He was silent for a few moments, and then he bawled out: “She’ll swing for it, they say—swing for it, d’ye hear, dame? But no, of course she don’t—deafer and deafer, deafer and deafer every day. It’ll be a precious good job when the parson says his last prayers over her as well as others.”
He then got up, and went to a cupboard. I could hear—for I dared not look up—by the jingling of glasses and the outpouring of liquids that he was helping himself to his spirituous sleeping-draughts. He reseated himself, and drank in moody silence, except now and then mumbling drowsily to himself, but in so low a tone that I could make nothing out of it save an occasional curse or blasphemy. It was nearly eleven o’clock before the muttered self-communing ceased, and his heavy head sank upon the back of the easy-chair. He was very restless, and it was evident that even his sleeping brain labored with affrighting and oppressive images; but the mutterings, as before he slept, were confused and indistinct. At length—half an hour had perhaps thus passed—the troubled meanings became for a few moments clearly audible. “Ha—ha—ha!” he burst out, “how are you off for soap? Ho—ho! done there, my boy; ha—ha! But no—no. Wall-plaster! Who could have thought it? But for that I—I—— What do you stare at me so for, you infernal blue-bottle? You—you”—— Again the dream-utterance sank into indistinctness, and I comprehended nothing more.
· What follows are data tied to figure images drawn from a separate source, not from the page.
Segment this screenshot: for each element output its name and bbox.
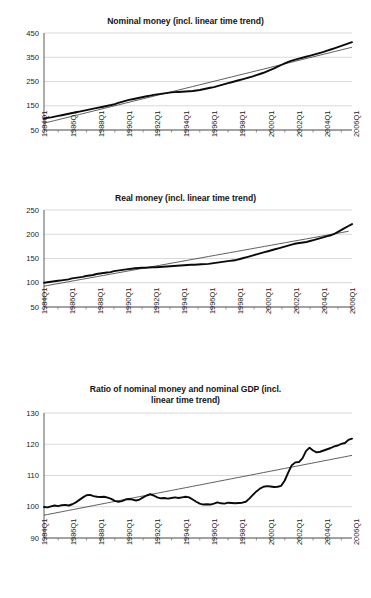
y-axis-tick-label: 100: [26, 502, 39, 511]
x-axis-tick-label: 1994Q1: [182, 110, 191, 136]
chart-panel-nominal-money: Nominal money (incl. linear time trend) …: [0, 0, 371, 185]
y-axis-tick-label: 200: [26, 229, 39, 238]
x-axis-tick-label: 1994Q1: [182, 519, 191, 545]
y-axis-tick-label: 120: [26, 440, 39, 449]
chart-title-ratio-line1: Ratio of nominal money and nominal GDP (…: [0, 375, 371, 395]
y-axis-tick-label: 50: [31, 302, 39, 311]
x-axis-tick-label: 1992Q1: [152, 287, 161, 313]
x-axis-tick-label: 1996Q1: [210, 519, 219, 545]
y-axis-tick-label: 450: [26, 28, 39, 37]
chart-panel-real-money: Real money (incl. linear time trend) 501…: [0, 185, 371, 375]
x-axis-tick-label: 1984Q1: [40, 519, 49, 545]
x-axis-tick-label: 1992Q1: [153, 110, 162, 136]
x-axis-tick-label: 2004Q1: [320, 287, 329, 313]
plot-area-nominal-money: 501502503504501984Q11986Q11988Q11990Q119…: [0, 27, 371, 182]
x-axis-tick-label: 1988Q1: [96, 287, 105, 313]
trend-line-series: [44, 47, 352, 123]
chart-title-real-money: Real money (incl. linear time trend): [0, 185, 371, 204]
x-axis-tick-label: 1986Q1: [68, 287, 77, 313]
x-axis-tick-label: 2004Q1: [323, 110, 332, 136]
y-axis-tick-label: 250: [26, 77, 39, 86]
x-axis-tick-label: 2002Q1: [295, 110, 304, 136]
x-axis-tick-label: 1998Q1: [238, 519, 247, 545]
x-axis-tick-label: 1990Q1: [124, 287, 133, 313]
chart-panel-ratio: Ratio of nominal money and nominal GDP (…: [0, 375, 371, 598]
x-axis-tick-label: 1988Q1: [97, 519, 106, 545]
x-axis-tick-label: 1998Q1: [238, 110, 247, 136]
x-axis-tick-label: 1986Q1: [69, 519, 78, 545]
x-axis-tick-label: 1996Q1: [210, 110, 219, 136]
x-axis-tick-label: 2002Q1: [295, 519, 304, 545]
y-axis-tick-label: 110: [27, 471, 39, 480]
y-axis-tick-label: 250: [26, 205, 39, 214]
x-axis-tick-label: 2006Q1: [352, 519, 361, 545]
x-axis-tick-label: 1984Q1: [40, 110, 49, 136]
x-axis-tick-label: 2004Q1: [323, 519, 332, 545]
x-axis-tick-label: 1992Q1: [153, 519, 162, 545]
x-axis-tick-label: 2002Q1: [292, 287, 301, 313]
x-axis-tick-label: 1984Q1: [40, 287, 49, 313]
x-axis-tick-label: 1988Q1: [97, 110, 106, 136]
x-axis-tick-label: 1994Q1: [180, 287, 189, 313]
plot-area-ratio: 901001101201301984Q11986Q11988Q11990Q119…: [0, 405, 371, 593]
trend-line-series: [44, 455, 352, 515]
data-line-series: [44, 224, 352, 283]
chart-title-ratio-line2: linear time trend): [0, 395, 371, 406]
x-axis-tick-label: 2006Q1: [352, 110, 361, 136]
x-axis-tick-label: 2000Q1: [267, 110, 276, 136]
x-axis-tick-label: 2000Q1: [267, 519, 276, 545]
x-axis-tick-label: 1986Q1: [69, 110, 78, 136]
data-line-series: [44, 42, 352, 118]
figure-page: Nominal money (incl. linear time trend) …: [0, 0, 371, 598]
y-axis-tick-label: 150: [26, 254, 39, 263]
y-axis-tick-label: 350: [26, 52, 39, 61]
x-axis-tick-label: 1990Q1: [125, 110, 134, 136]
chart-svg-nominal-money: 501502503504501984Q11986Q11988Q11990Q119…: [0, 27, 371, 182]
y-axis-tick-label: 130: [26, 409, 39, 418]
x-axis-tick-label: 1996Q1: [208, 287, 217, 313]
y-axis-tick-label: 50: [31, 125, 39, 134]
x-axis-tick-label: 1998Q1: [236, 287, 245, 313]
y-axis-tick-label: 90: [31, 534, 39, 543]
x-axis-tick-label: 1990Q1: [125, 519, 134, 545]
plot-area-real-money: 501001502002501984Q11986Q11988Q11990Q119…: [0, 204, 371, 362]
chart-svg-real-money: 501001502002501984Q11986Q11988Q11990Q119…: [0, 204, 371, 362]
y-axis-tick-label: 150: [26, 101, 39, 110]
x-axis-tick-label: 2006Q1: [348, 287, 357, 313]
chart-title-nominal-money: Nominal money (incl. linear time trend): [0, 0, 371, 27]
chart-svg-ratio: 901001101201301984Q11986Q11988Q11990Q119…: [0, 405, 371, 593]
data-line-series: [44, 439, 352, 508]
x-axis-tick-label: 2000Q1: [264, 287, 273, 313]
y-axis-tick-label: 100: [26, 278, 39, 287]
About half-past twelve o’clock he awoke, rose, stretched himself, and said:—“Come, dame, let’s to bed; it’s getting chilly here.”
“Dame” did not answer, and he again went towards the cupboard. “Here’s a candle-end will do for us,” he muttered. A lucifer-match was drawn across the wall, he lit the candle, and stumbled towards me, for he was scarcely yet awake. “Come, dame, come! Why, thee beest sleeping like a dead un! Wake up, will thee—— Ah! murder! thieves! mur”——
My grasp was on the wretch’s throat; but there was no occasion to use force: he recognized me, and nerveless, paralyzed, sank on the floor incapable of motion much less of resistance, and could only gaze in my face in dumb affright and horror.
“Give me the key of the recess up stairs, which you carry in your breast-pocket. In your sleep, unhappy man, you have revealed every thing.”
An inarticulate shriek of terror replied to me. I was silent; and presently he gasped: “Wha—at, what have I said?”
“That Mr. Hursley’s plate is buried in the garden by the lilac-tree; that you have received a thousand pounds belonging to the man you tried to poison; that you netted four hundred and fifty pounds by the plate stolen at Salisbury; that you dexterously contrived to slip the sulphuric acid into the tea unseen by Henry Roger’s wife.”
The shriek or scream was repeated, and he was for several moments speechless with consternation. A ray of hope gleamed suddenly in his flaming eyes. “It is true—it is true!” he hurriedly ejaculated; “useless—useless—useless to deny it. But you are alone, and poor, poor, no doubt. A thousand pounds!—more, more than that: two thousand pounds in gold—gold, all in gold—I will give you to spare me, to let me escape!”
“Where did you hide the soap on the day when you confess you tried to poison Henry Rogers?”